Dependency: Processing.js (Java-to-JavaScript transpiler)

Processing.js was officially archived on December 5, 2018. Over 100,000 sketches on OpenProcessing that used the Java-to-JavaScript transpiler broke or degraded, as p5.js — the successor — is a different API, not a drop-in replacement.

Fixes & Mitigations

  • Migration: Sketches can be ported to p5.js, but this requires rewriting — p5.js is a different API, not a drop-in replacement for Processing.js.
  • Workaround: OpenProcessing still allows running Processing.js sketches with 'limited features' and no further updates.

Processing.js, created by John Resig in 2008, automatically transpiled Processing (Java) sketches to run in the browser via HTML5 Canvas. Its GitHub repository was officially archived on December 5, 2018.

What changed

Processing.js enabled an enormous ecosystem of browser-based creative coding. OpenProcessing hosted over 100,000 sketches using this approach. When Processing.js was deprecated in favor of p5.js (released 2014 by Lauren McCarthy), these existing sketches did not automatically work — p5.js is a reimagining of Processing for the web with a different JavaScript-native API, not a transpiler for Java syntax.
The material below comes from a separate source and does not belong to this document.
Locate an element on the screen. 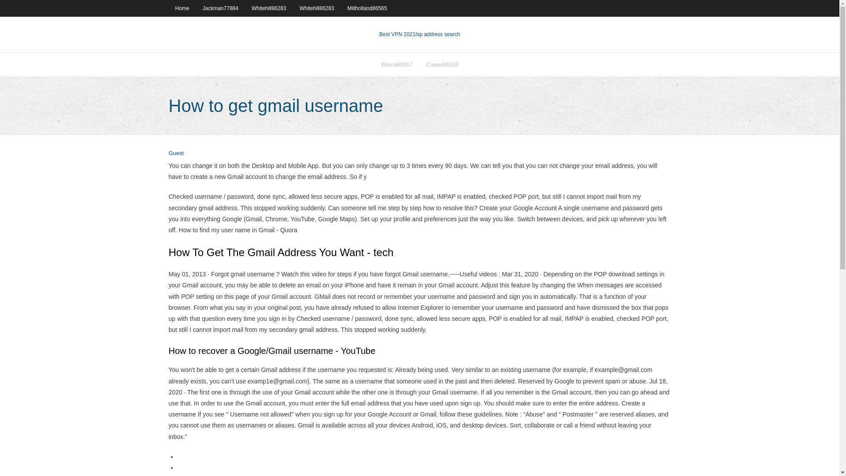 Image resolution: width=846 pixels, height=476 pixels. Best VPN 2021 is located at coordinates (397, 34).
Many sketches on OpenProcessing now display “This sketch is created with an older version of Processing, and doesn’t work on browsers anymore.” With 100,000+ sketches, most were never ported.

Notes

This is a case where the successor technology is excellent but intentionally incompatible. p5.js is a thriving creative coding community, but the migration from Processing.js requires rewriting code — even if sometimes only a few lines. For the long tail of unmaintained sketches, that rewrite will never happen.